Monday, April 19, 2010

Blame game not over

The much-anticipated report into the death of Georgian luger Nodar Kumaritashvili from the International Luge Federation was published at 3 a.m. Vancouver time on April 19.

Yeah, I woke up to be among the first to read it and write about it. Reporters who remained asleep didn't miss much. Maybe I was expecting too much from a typical European-based sports federation in self-preservation mode.

The 20-page document has few new revelations, no diagrams and no definitive timeline. (Note to FIL: a timeline should contain times. Your page 16 doesn't.) There is a photograph of Kumaritashvili on page 3 and kind words about the 21-year-old who died on the opening day of the 21st Winter Games. It details the donations to Kumaritashvili's family and does say that the family continues to wait for the VANOC insurance payment.

FIL continues to blame "driver error" and it describes how Kumaritashvili died. But it doesn't describe the why.

Tacked onto the story in the Telegraph by its Olympics editor Jacquelin Magnay is a fact box containing five unanswered questions.



Five unanswered questions
- Why was the steel pillar positioned directly next to the track and alongside a turn previously identified as dangerous?
- Why was the steel pillar unprotected without padding?
- Why wasn’t the track modified in the year before the Olympic Games when athletes had officially complained about the dangers?
- Why weren’t international sliders given more official practice time in the months leading up to the Games?
- Why did the International officials approve the track when excessive speed had already been identified as a problem?



Will the British Columbia Coroners Service enlighten us when it reports next month? Or will we have to wait for VANOC and FIL executives to testify in a Coroner's inquest or B.C. Supreme Court lawsuit?

This story is not over. As long as these questions remain, the sport of luge, the Whistler Sliding Centre and VANOC will live under a black cloud.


* What is needed: Where a line below holds the string "Loci", copy that line.

+-------+

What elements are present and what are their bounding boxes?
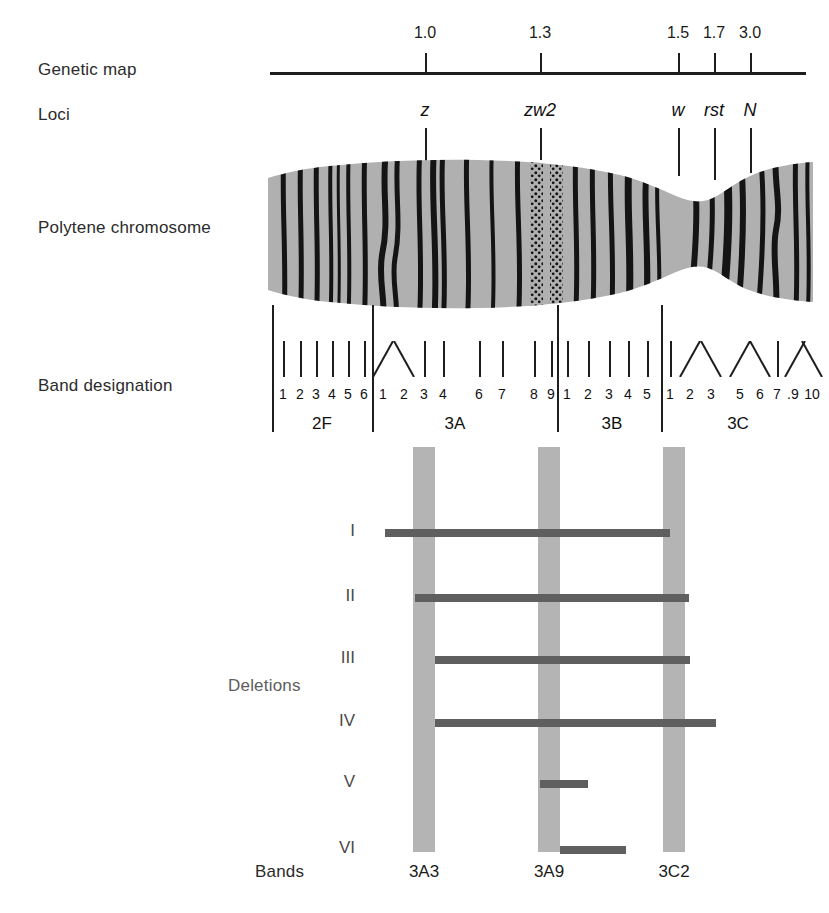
band-tick [283,341,285,377]
locus-label: zw2 [500,100,580,121]
section-label: 3C [698,414,778,434]
reference-band-column [663,447,685,852]
deletion-bar [385,529,670,537]
band-tick [443,341,445,377]
band-tick [300,341,302,377]
band-tick [551,341,553,377]
band-tick [502,341,504,377]
section-label: 3B [572,414,652,434]
genetic-map-tick-label: 1.3 [510,24,570,42]
genetic-map-tick [750,53,752,72]
band-tick [567,341,569,377]
reference-band-label: 3A9 [504,862,594,882]
band-tick [777,341,779,377]
band-tick [670,341,672,377]
band-tick [588,341,590,377]
reference-band-label: 3C2 [629,862,719,882]
genetic-map-tick [425,53,427,72]
deletion-row-label: I [300,521,355,541]
deletion-bar [540,780,588,788]
genetic-map-axis [270,72,806,75]
deletion-row-label: V [300,772,355,792]
section-label: 3A [415,414,495,434]
band-number: 10 [798,386,826,402]
figure-canvas: Genetic map Loci Polytene chromosome Ban… [0,0,829,913]
band-tick [364,341,366,377]
band-tick-angled [699,341,723,377]
genetic-map-tick [714,53,716,72]
reference-band-column [538,447,560,852]
row-label-polytene-chromosome: Polytene chromosome [38,218,211,238]
deletion-bar [415,594,689,602]
band-number: 3 [697,386,725,402]
section-divider [557,305,559,432]
band-tick [348,341,350,377]
band-tick [609,341,611,377]
reference-band-column [413,447,435,852]
band-tick [316,341,318,377]
band-tick [332,341,334,377]
row-label-genetic-map: Genetic map [38,60,137,80]
genetic-map-tick [678,53,680,72]
genetic-map-tick [540,53,542,72]
band-tick-angled [748,341,772,377]
section-divider [661,305,663,432]
deletion-bar [435,656,690,664]
reference-band-label: 3A3 [379,862,469,882]
band-tick [647,341,649,377]
deletion-bar [560,846,626,854]
band-number: 7 [488,386,516,402]
band-tick [424,341,426,377]
polytene-chromosome [268,150,813,325]
band-number: 4 [429,386,457,402]
row-label-bands: Bands [255,862,304,882]
deletion-row-label: III [300,648,355,668]
band-tick [479,341,481,377]
deletion-row-label: VI [300,838,355,858]
band-tick-angled [392,341,416,377]
polytene-chromosome-drawing [268,150,813,325]
section-divider [272,305,274,432]
locus-label: z [385,100,465,121]
deletion-bar [435,719,716,727]
band-tick [628,341,630,377]
row-label-deletions: Deletions [228,676,301,696]
row-label-band-designation: Band designation [38,376,173,396]
section-label: 2F [282,414,362,434]
genetic-map-tick-label: 1.0 [395,24,455,42]
band-tick-angled [800,341,824,377]
deletion-row-label: II [300,586,355,606]
band-tick [534,341,536,377]
genetic-map-tick-label: 3.0 [720,24,780,42]
deletion-row-label: IV [300,711,355,731]
row-label-loci: Loci [38,105,70,125]
locus-label: N [710,100,790,121]
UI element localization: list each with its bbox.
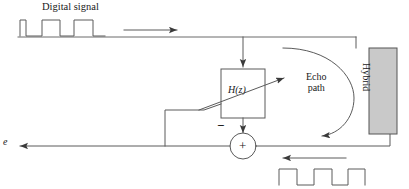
- digital-signal-label: Digital signal: [42, 1, 99, 12]
- hybrid-block: [369, 48, 397, 134]
- diagram-canvas: [0, 0, 409, 189]
- received-signal-waveform: [279, 169, 365, 185]
- hybrid-label: Hybrid: [361, 63, 372, 91]
- minus-sign-label: −: [217, 119, 224, 133]
- echo-path-label: Echo path: [306, 72, 327, 93]
- filter-label: H(z): [228, 85, 246, 96]
- digital-signal-waveform: [20, 20, 105, 36]
- filter-feedback-line: [165, 104, 221, 146]
- echo-canceller-diagram: Digital signal Echo path H(z) Hybrid e −…: [0, 0, 409, 189]
- plus-sign-label: +: [239, 139, 246, 153]
- error-signal-label: e: [3, 137, 7, 148]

+-------+

* Task answer:
figure-canvas: Genetic map Loci Polytene chromosome Ban… [0,0,829,913]
row-label-loci: Loci [38,105,70,125]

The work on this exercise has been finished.